Reading. Gaiman.
It took me longer to finish Stardust than it usually does to finish a new book, days instead of hours. It was a slow journey through a magical woods, not a quick free-fall into another world and back out into my own. Each night I would read one chapter before curling up and falling asleep each night, following the young Dunstan Thorn through the stalls at the fair, leaving his son Tristran Thorne as he crossed the meadow "beyond the fields we know," leaving a mysterious female voice after some unseen being has fallen from the sky into a glade of elm trees and hazel bushes, leaving me wondering whether Tristran will find that fallen star again once she has run away from him. (Perhaps the sound of rustling trees and the silver glow of moonlight filled my dreams after I wandered through Gaiman's fictional woods). Reading a book slowly gave me more time to think about the story, to care more deeply about the characters.
Dunstan Thorne has been granted his heart's desire by a mysterious man he meets before the fair, and his first-born child (and that first-born child's first-born child) in turn. Dunstan's desire is Daisy Hempstock (or so he thinks); Tristran's desire is to find the fallen star in order to win the hand of (or a kiss from) Victoria Forester. But strange things happen, and the path to what they desire - or even what they ultimately desire - is not what they expect to find. Which is as it is in real life. Somehow the journey towards what you want most changes as you get closer; detours and roadblocks sometimes appear. Or when you find your heart's desire it turns out to be in a different form, as Tristran reaches his fallen star and finds her a young girl, with hair so pale it seems almost light, her leg broken in her fall to earth. (Or is it earth when she has landed in Faerie?).
In the end Tristran and the star - Yvaine is her name - find their way back to Wall, remaining on the side of Faerie (for if Yvaine crosses the wall into Wall she will become a lump of cold stone, for that is the form a fallen star would take on Earth). But Tristran has walked through fire and through distant lands and floated across the sky in a flying ship and taken the form of a dormouse in order to pass on in safety. When he returns to Wall he is no longer the same, just as we are never the same after a journey. And his heart's desire is not Victoria Forester, but Yvaine, with whom he spends the rest of his life, most of it happy. "Not foreverafter, for Time, the thief, eventually takes all things into his dusty storehouse." But then that is how life flows past us all, leaving us happy for a time, if not forever. It is enough to have it for a little while.
Gaiman, Neil. Stardust. HarperPerennial, 2006. p 247.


§ **PROBLEM TO SOLVE**: If a line in the data below contains the word "ffffff", copy it out.

Extracted records
--- START ---

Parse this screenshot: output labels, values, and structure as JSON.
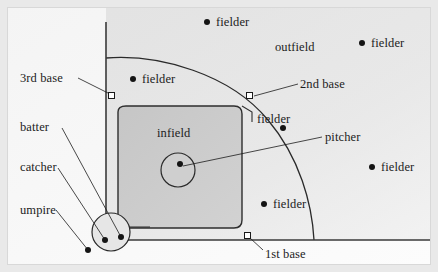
{
  "figure": {
    "background_color": "#fbfbfb",
    "frame_color": "#e9e9e9",
    "ink_color": "#1c1c1c",
    "outfield_fill": "#d9d9d9",
    "infield_fill": "#c9c9c9"
  },
  "region_labels": {
    "outfield": "outfield",
    "infield": "infield"
  },
  "base_labels": {
    "first": "1st base",
    "second": "2nd base",
    "third": "3rd base"
  },
  "player_labels": {
    "pitcher": "pitcher",
    "batter": "batter",
    "catcher": "catcher",
    "umpire": "umpire"
  },
  "fielders": [
    {
      "label": "fielder",
      "dot_x": 207,
      "dot_y": 22,
      "text_x": 216,
      "text_y": 15
    },
    {
      "label": "fielder",
      "dot_x": 362,
      "dot_y": 43,
      "text_x": 371,
      "text_y": 36
    },
    {
      "label": "fielder",
      "dot_x": 133,
      "dot_y": 79,
      "text_x": 142,
      "text_y": 72
    },
    {
      "label": "fielder",
      "dot_x": 283,
      "dot_y": 128,
      "text_x": 257,
      "text_y": 112
    },
    {
      "label": "fielder",
      "dot_x": 372,
      "dot_y": 167,
      "text_x": 381,
      "text_y": 160
    },
    {
      "label": "fielder",
      "dot_x": 264,
      "dot_y": 204,
      "text_x": 273,
      "text_y": 197
    }
  ],
  "bases": [
    {
      "name": "third",
      "x": 112,
      "y": 93
    },
    {
      "name": "second",
      "x": 249,
      "y": 93
    },
    {
      "name": "first",
      "x": 247,
      "y": 233
    }
  ],
  "home_plate": {
    "circle_center_x": 111,
    "circle_center_y": 232,
    "circle_radius": 19,
    "batter_dot_x": 121,
    "batter_dot_y": 237,
    "catcher_dot_x": 105,
    "catcher_dot_y": 240,
    "umpire_dot_x": 88,
    "umpire_dot_y": 250
  },
  "pitcher_mound": {
    "circle_center_x": 178,
    "circle_center_y": 170,
    "circle_radius": 17,
    "dot_x": 180,
    "dot_y": 164
  },
  "label_positions": {
    "third_base": {
      "x": 20,
      "y": 71
    },
    "second_base": {
      "x": 300,
      "y": 77
    },
    "first_base": {
      "x": 265,
      "y": 247
    },
    "pitcher": {
      "x": 325,
      "y": 130
    },
    "batter": {
      "x": 20,
      "y": 120
    },
    "catcher": {
      "x": 20,
      "y": 160
    },
    "umpire": {
      "x": 20,
      "y": 203
    },
    "outfield": {
      "x": 275,
      "y": 40
    },
    "infield": {
      "x": 157,
      "y": 126
    }
  }
}
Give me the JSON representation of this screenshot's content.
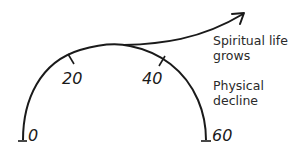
{
  "diagram": {
    "arc_ticks": [
      {
        "label": "0"
      },
      {
        "label": "20"
      },
      {
        "label": "40"
      },
      {
        "label": "60"
      }
    ],
    "spiritual_label": [
      "Spiritual life",
      "grows"
    ],
    "physical_label": [
      "Physical",
      "decline"
    ],
    "stroke_color": "#1a1a1a"
  }
}
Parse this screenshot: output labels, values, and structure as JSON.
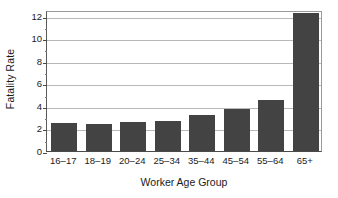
{
  "chart_data": {
    "type": "bar",
    "title": "",
    "xlabel": "Worker Age Group",
    "ylabel": "Fatality Rate",
    "categories": [
      "16–17",
      "18–19",
      "20–24",
      "25–34",
      "35–44",
      "45–54",
      "55–64",
      "65+"
    ],
    "values": [
      2.5,
      2.4,
      2.6,
      2.65,
      3.2,
      3.75,
      4.5,
      12.2
    ],
    "ylim": [
      0,
      12.5
    ],
    "ytick_labels": [
      "0",
      "2",
      "4",
      "6",
      "8",
      "10",
      "12"
    ],
    "ytick_values": [
      0,
      2,
      4,
      6,
      8,
      10,
      12
    ],
    "yminor_tick_values": [
      1,
      3,
      5,
      7,
      9,
      11
    ],
    "grid": true,
    "grid_axis": "y",
    "legend": false,
    "legend_position": "none",
    "bar_color": "#434343",
    "gridline_color": "#b8b8b8",
    "axis_color": "#4a4a4a",
    "background_color": "#ffffff"
  }
}
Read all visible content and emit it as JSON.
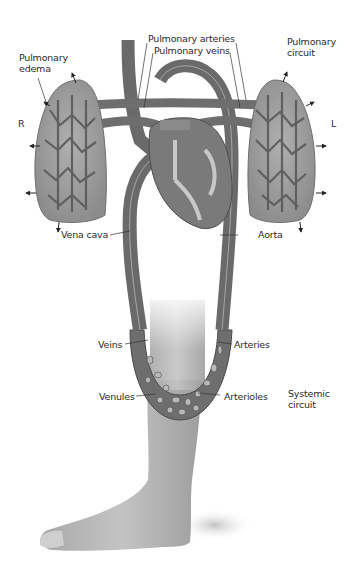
{
  "diagram": {
    "colors": {
      "vessel": "#7a7a7a",
      "vessel_dark": "#555555",
      "lung": "#9a9a9a",
      "lung_light": "#bdbdbd",
      "skin": "#b5b5b5",
      "heart": "#8a8a8a",
      "background": "#ffffff",
      "label_text": "#2a2a2a"
    },
    "labels": {
      "pulmonary_arteries": "Pulmonary arteries",
      "pulmonary_veins": "Pulmonary veins",
      "pulmonary_edema": "Pulmonary\nedema",
      "pulmonary_circuit": "Pulmonary\ncircuit",
      "right": "R",
      "left": "L",
      "vena_cava": "Vena cava",
      "aorta": "Aorta",
      "veins": "Veins",
      "arteries": "Arteries",
      "venules": "Venules",
      "arterioles": "Arterioles",
      "systemic_circuit": "Systemic\ncircuit"
    }
  }
}
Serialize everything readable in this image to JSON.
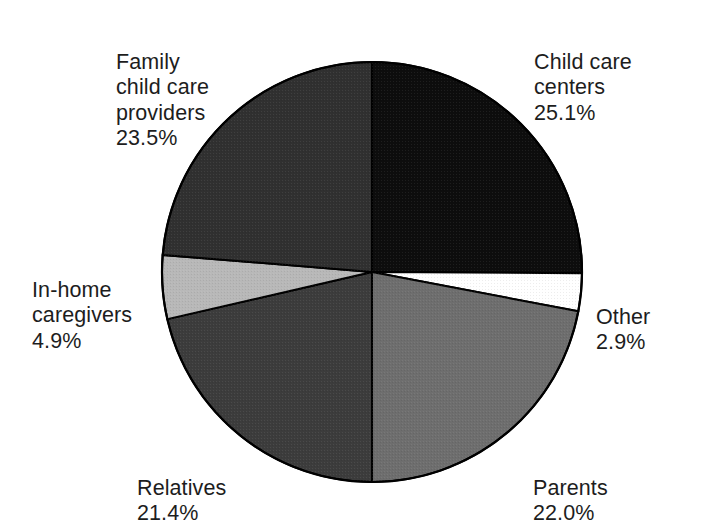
{
  "chart_data": {
    "type": "pie",
    "title": "",
    "subtitle": "",
    "xlabel": "",
    "ylabel": "",
    "legend_position": "none",
    "grid": false,
    "units": "percent",
    "start_angle_deg": 0,
    "direction": "clockwise",
    "center": {
      "x": 372,
      "y": 272
    },
    "radius": 210,
    "categories": [
      "Child care centers",
      "Other",
      "Parents",
      "Relatives",
      "In-home caregivers",
      "Family child care providers"
    ],
    "values": [
      25.1,
      2.9,
      22.0,
      21.4,
      4.9,
      23.5
    ],
    "slices": [
      {
        "name": "child-care-centers",
        "label": "Child care centers",
        "value": 25.1,
        "value_text": "25.1%",
        "color": "#0d0d0d",
        "start_deg": 0,
        "end_deg": 90.36
      },
      {
        "name": "other",
        "label": "Other",
        "value": 2.9,
        "value_text": "2.9%",
        "color": "#ffffff",
        "start_deg": 90.36,
        "end_deg": 100.8
      },
      {
        "name": "parents",
        "label": "Parents",
        "value": 22.0,
        "value_text": "22.0%",
        "color": "#6e6e6e",
        "start_deg": 100.8,
        "end_deg": 179.99
      },
      {
        "name": "relatives",
        "label": "Relatives",
        "value": 21.4,
        "value_text": "21.4%",
        "color": "#3c3c3c",
        "start_deg": 179.99,
        "end_deg": 257.03
      },
      {
        "name": "in-home-caregivers",
        "label": "In-home caregivers",
        "value": 4.9,
        "value_text": "4.9%",
        "color": "#b8b8b8",
        "start_deg": 257.03,
        "end_deg": 274.67
      },
      {
        "name": "family-child-care-providers",
        "label": "Family child care providers",
        "value": 23.5,
        "value_text": "23.5%",
        "color": "#303030",
        "start_deg": 274.67,
        "end_deg": 360
      }
    ],
    "outline_color": "#000000",
    "background": "#ffffff"
  },
  "labels": {
    "family": {
      "text": "Family\nchild care\nproviders",
      "value": "23.5%"
    },
    "centers": {
      "text": "Child care\ncenters",
      "value": "25.1%"
    },
    "other": {
      "text": "Other",
      "value": "2.9%"
    },
    "parents": {
      "text": "Parents",
      "value": "22.0%"
    },
    "relatives": {
      "text": "Relatives",
      "value": "21.4%"
    },
    "inhome": {
      "text": "In-home\ncaregivers",
      "value": "4.9%"
    }
  }
}
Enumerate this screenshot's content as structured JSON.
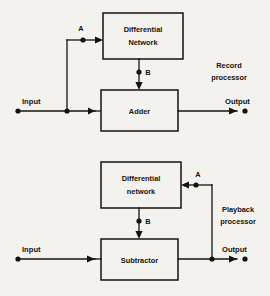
{
  "diagram": {
    "background_color": "#f4f2ee",
    "line_color": "#16130f",
    "sections": [
      {
        "id": "record",
        "side_label_line1": "Record",
        "side_label_line2": "processor",
        "input_label": "Input",
        "output_label": "Output",
        "tap_a_label": "A",
        "tap_b_label": "B",
        "blocks": [
          {
            "id": "differential-network",
            "line1": "Differential",
            "line2": "Network"
          },
          {
            "id": "adder",
            "line1": "Adder",
            "line2": ""
          }
        ]
      },
      {
        "id": "playback",
        "side_label_line1": "Playback",
        "side_label_line2": "processor",
        "input_label": "Input",
        "output_label": "Output",
        "tap_a_label": "A",
        "tap_b_label": "B",
        "blocks": [
          {
            "id": "differential-network",
            "line1": "Differential",
            "line2": "network"
          },
          {
            "id": "subtractor",
            "line1": "Subtractor",
            "line2": ""
          }
        ]
      }
    ]
  }
}
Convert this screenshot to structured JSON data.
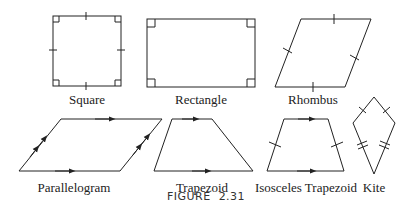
{
  "figure": {
    "caption_word": "FIGURE",
    "caption_number": "2.31"
  },
  "shapes": [
    {
      "name": "square",
      "label": "Square"
    },
    {
      "name": "rectangle",
      "label": "Rectangle"
    },
    {
      "name": "rhombus",
      "label": "Rhombus"
    },
    {
      "name": "parallelogram",
      "label": "Parallelogram"
    },
    {
      "name": "trapezoid",
      "label": "Trapezoid"
    },
    {
      "name": "isosceles-trapezoid",
      "label": "Isosceles Trapezoid"
    },
    {
      "name": "kite",
      "label": "Kite"
    }
  ],
  "colors": {
    "stroke": "#222222",
    "background": "#ffffff"
  }
}
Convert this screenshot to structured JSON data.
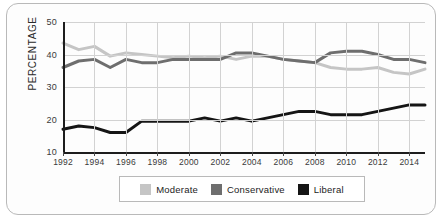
{
  "chart_data": {
    "type": "line",
    "title": "",
    "xlabel": "",
    "ylabel": "PERCENTAGE",
    "xlim": [
      1992,
      2015
    ],
    "ylim": [
      10,
      50
    ],
    "grid": true,
    "legend_position": "bottom",
    "x": [
      1992,
      1993,
      1994,
      1995,
      1996,
      1997,
      1998,
      1999,
      2000,
      2001,
      2002,
      2003,
      2004,
      2005,
      2006,
      2007,
      2008,
      2009,
      2010,
      2011,
      2012,
      2013,
      2014,
      2015
    ],
    "x_tick_labels": [
      "1992",
      "1994",
      "1996",
      "1998",
      "2000",
      "2002",
      "2004",
      "2006",
      "2008",
      "2010",
      "2012",
      "2014"
    ],
    "x_ticks": [
      1992,
      1994,
      1996,
      1998,
      2000,
      2002,
      2004,
      2006,
      2008,
      2010,
      2012,
      2014
    ],
    "y_tick_labels": [
      "10",
      "20",
      "30",
      "40",
      "50"
    ],
    "y_ticks": [
      10,
      20,
      30,
      40,
      50
    ],
    "series": [
      {
        "name": "Moderate",
        "color": "#c5c5c5",
        "values": [
          43.5,
          41.5,
          42.5,
          39.5,
          40.5,
          40.0,
          39.5,
          39.0,
          39.5,
          39.0,
          39.5,
          38.5,
          39.5,
          39.5,
          38.5,
          38.0,
          37.5,
          36.0,
          35.5,
          35.5,
          36.0,
          34.5,
          34.0,
          35.5
        ]
      },
      {
        "name": "Conservative",
        "color": "#6e6e6e",
        "values": [
          36.0,
          38.0,
          38.5,
          36.0,
          38.5,
          37.5,
          37.5,
          38.5,
          38.5,
          38.5,
          38.5,
          40.5,
          40.5,
          39.5,
          38.5,
          38.0,
          37.5,
          40.5,
          41.0,
          41.0,
          40.0,
          38.5,
          38.5,
          37.5
        ]
      },
      {
        "name": "Liberal",
        "color": "#151515",
        "values": [
          17.0,
          18.0,
          17.5,
          16.0,
          16.0,
          19.5,
          19.5,
          19.5,
          19.5,
          20.5,
          19.5,
          20.5,
          19.5,
          20.5,
          21.5,
          22.5,
          22.5,
          21.5,
          21.5,
          21.5,
          22.5,
          23.5,
          24.5,
          24.5
        ]
      }
    ]
  },
  "legend": {
    "items": [
      {
        "label": "Moderate",
        "color": "#c5c5c5"
      },
      {
        "label": "Conservative",
        "color": "#6e6e6e"
      },
      {
        "label": "Liberal",
        "color": "#151515"
      }
    ]
  }
}
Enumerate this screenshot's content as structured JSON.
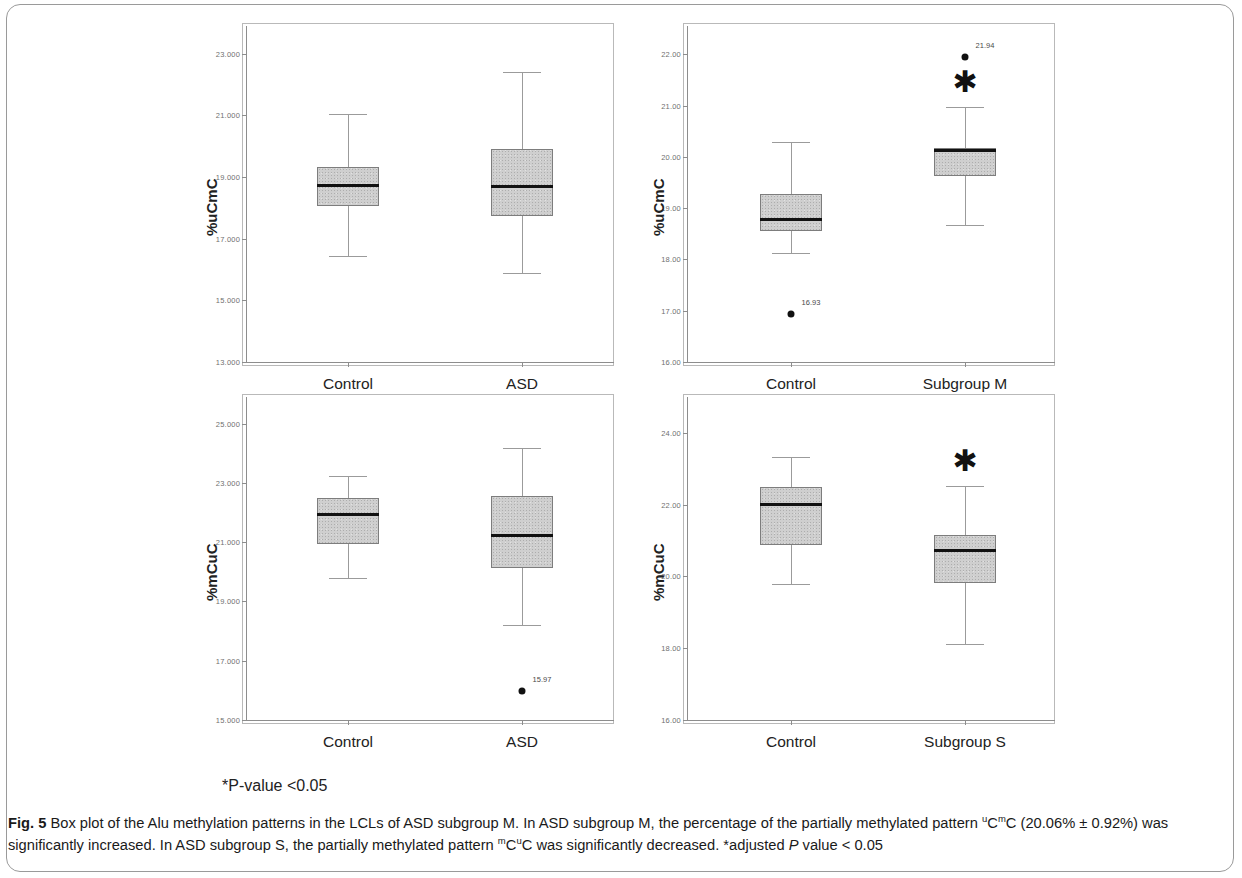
{
  "figure": {
    "pvalue_note": "*P-value <0.05",
    "caption_label": "Fig. 5",
    "caption_part1": " Box plot of the Alu methylation patterns in the LCLs of ASD subgroup M. In ASD subgroup M, the percentage of the partially methylated pattern ",
    "caption_sup1_a": "u",
    "caption_mid1": "C",
    "caption_sup1_b": "m",
    "caption_mid2": "C",
    "caption_part2": " (20.06% ± 0.92%) was significantly increased. In ASD subgroup S, the partially methylated pattern ",
    "caption_sup2_a": "m",
    "caption_mid3": "C",
    "caption_sup2_b": "u",
    "caption_mid4": "C",
    "caption_part3": " was significantly decreased. *adjusted ",
    "caption_italic": "P",
    "caption_part4": " value < 0.05"
  },
  "chart_data": [
    {
      "id": "panel-top-left",
      "type": "box",
      "title": "",
      "ylabel": "%uCmC",
      "xlabel": "",
      "ylim": [
        13.0,
        23.9
      ],
      "yticks": [
        13.0,
        15.0,
        17.0,
        19.0,
        21.0,
        23.0
      ],
      "ytick_labels": [
        "13.000",
        "15.000",
        "17.000",
        "19.000",
        "21.000",
        "23.000"
      ],
      "grid": false,
      "categories": [
        "Control",
        "ASD"
      ],
      "boxes": [
        {
          "category": "Control",
          "whisker_low": 16.45,
          "q1": 18.05,
          "median": 18.72,
          "q3": 19.33,
          "whisker_high": 21.05,
          "outliers": [],
          "significant": false
        },
        {
          "category": "ASD",
          "whisker_low": 15.88,
          "q1": 17.75,
          "median": 18.68,
          "q3": 19.9,
          "whisker_high": 22.42,
          "outliers": [],
          "significant": false
        }
      ]
    },
    {
      "id": "panel-top-right",
      "type": "box",
      "title": "",
      "ylabel": "%uCmC",
      "xlabel": "",
      "ylim": [
        16.0,
        22.55
      ],
      "yticks": [
        16.0,
        17.0,
        18.0,
        19.0,
        20.0,
        21.0,
        22.0
      ],
      "ytick_labels": [
        "16.00",
        "17.00",
        "18.00",
        "19.00",
        "20.00",
        "21.00",
        "22.00"
      ],
      "grid": false,
      "categories": [
        "Control",
        "Subgroup M"
      ],
      "boxes": [
        {
          "category": "Control",
          "whisker_low": 18.12,
          "q1": 18.55,
          "median": 18.78,
          "q3": 19.28,
          "whisker_high": 20.28,
          "outliers": [
            {
              "value": 16.93,
              "label": "16.93"
            }
          ],
          "significant": false
        },
        {
          "category": "Subgroup M",
          "whisker_low": 18.67,
          "q1": 19.62,
          "median": 20.12,
          "q3": 20.17,
          "whisker_high": 20.97,
          "outliers": [
            {
              "value": 21.94,
              "label": "21.94"
            }
          ],
          "significant": true,
          "star": "✱"
        }
      ]
    },
    {
      "id": "panel-bottom-left",
      "type": "box",
      "title": "",
      "ylabel": "%mCuC",
      "xlabel": "",
      "ylim": [
        15.0,
        25.9
      ],
      "yticks": [
        15.0,
        17.0,
        19.0,
        21.0,
        23.0,
        25.0
      ],
      "ytick_labels": [
        "15.000",
        "17.000",
        "19.000",
        "21.000",
        "23.000",
        "25.000"
      ],
      "grid": false,
      "categories": [
        "Control",
        "ASD"
      ],
      "boxes": [
        {
          "category": "Control",
          "whisker_low": 19.8,
          "q1": 20.93,
          "median": 21.95,
          "q3": 22.5,
          "whisker_high": 23.22,
          "outliers": [],
          "significant": false
        },
        {
          "category": "ASD",
          "whisker_low": 18.2,
          "q1": 20.12,
          "median": 21.22,
          "q3": 22.57,
          "whisker_high": 24.18,
          "outliers": [
            {
              "value": 15.97,
              "label": "15.97"
            }
          ],
          "significant": false
        }
      ]
    },
    {
      "id": "panel-bottom-right",
      "type": "box",
      "title": "",
      "ylabel": "%mCuC",
      "xlabel": "",
      "ylim": [
        16.0,
        25.0
      ],
      "yticks": [
        16.0,
        18.0,
        20.0,
        22.0,
        24.0
      ],
      "ytick_labels": [
        "16.00",
        "18.00",
        "20.00",
        "22.00",
        "24.00"
      ],
      "grid": false,
      "categories": [
        "Control",
        "Subgroup S"
      ],
      "boxes": [
        {
          "category": "Control",
          "whisker_low": 19.78,
          "q1": 20.88,
          "median": 22.0,
          "q3": 22.5,
          "whisker_high": 23.32,
          "outliers": [],
          "significant": false
        },
        {
          "category": "Subgroup S",
          "whisker_low": 18.12,
          "q1": 19.82,
          "median": 20.72,
          "q3": 21.15,
          "whisker_high": 22.52,
          "outliers": [],
          "significant": true,
          "star": "✱"
        }
      ]
    }
  ]
}
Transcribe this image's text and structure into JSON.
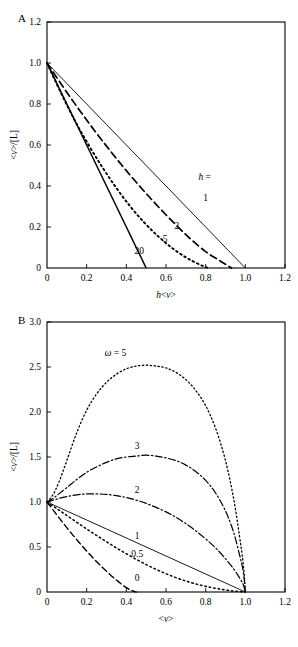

--- END ---

§ **ANSWER SPACE**:
    "background_color": "#ffffff"
      "background": "#ffffff",
        "color": "#ffffff",
    "background": "#ffffff"
    "background": "#ffffff"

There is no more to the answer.